Perhaps surprisingly, the ourselves-alone conservatism of the Gingrich and Bush-era Republican party has barely faltered in spite of the 2008 election and is now accelerating once more. But the urgings of the Tea Party challenge are re-energising the increasing partisanship.

Democrats, meanwhile, were divided among themselves, as they were on health care. This speaks volumes, and not just about US politics. Political parties, not just in America, pay lip-service to the consensus of putting the national interest above party.

Parties of the left, however, find it much more difficult to define that consensus than parties of the right do. Perhaps parties of the left are more easily intimidated. Perhaps they are intellectually more reasonable. Perhaps in the end they care less. Perhaps many of the 55 per cent of white Americans who did not vote for Obama are simply unwilling to defer to a consensus proposed by a black man.

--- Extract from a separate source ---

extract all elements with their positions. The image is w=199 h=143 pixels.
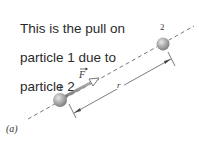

When the right is in power in a national crisis, after all, the left often defers. But when roles are reversed, the right rarely shows such deference. Imagine how the Republicans would have behaved after 9/11 if President Gore had been in charge. Or how they would act now if another such attack took place on Obama's watch.

Whatever the explanation, it is a fact that a genuine consensus seeker of the left like Obama has almost as much difficulty as a bogus one of the left like the former British premier Gordon Brown in defining the terms of any new national consensus. Meanwhile, a bogus consensus seeker like George Bush can set the terms almost as easily as a genuine one like the current British Prime Minister David Cameron.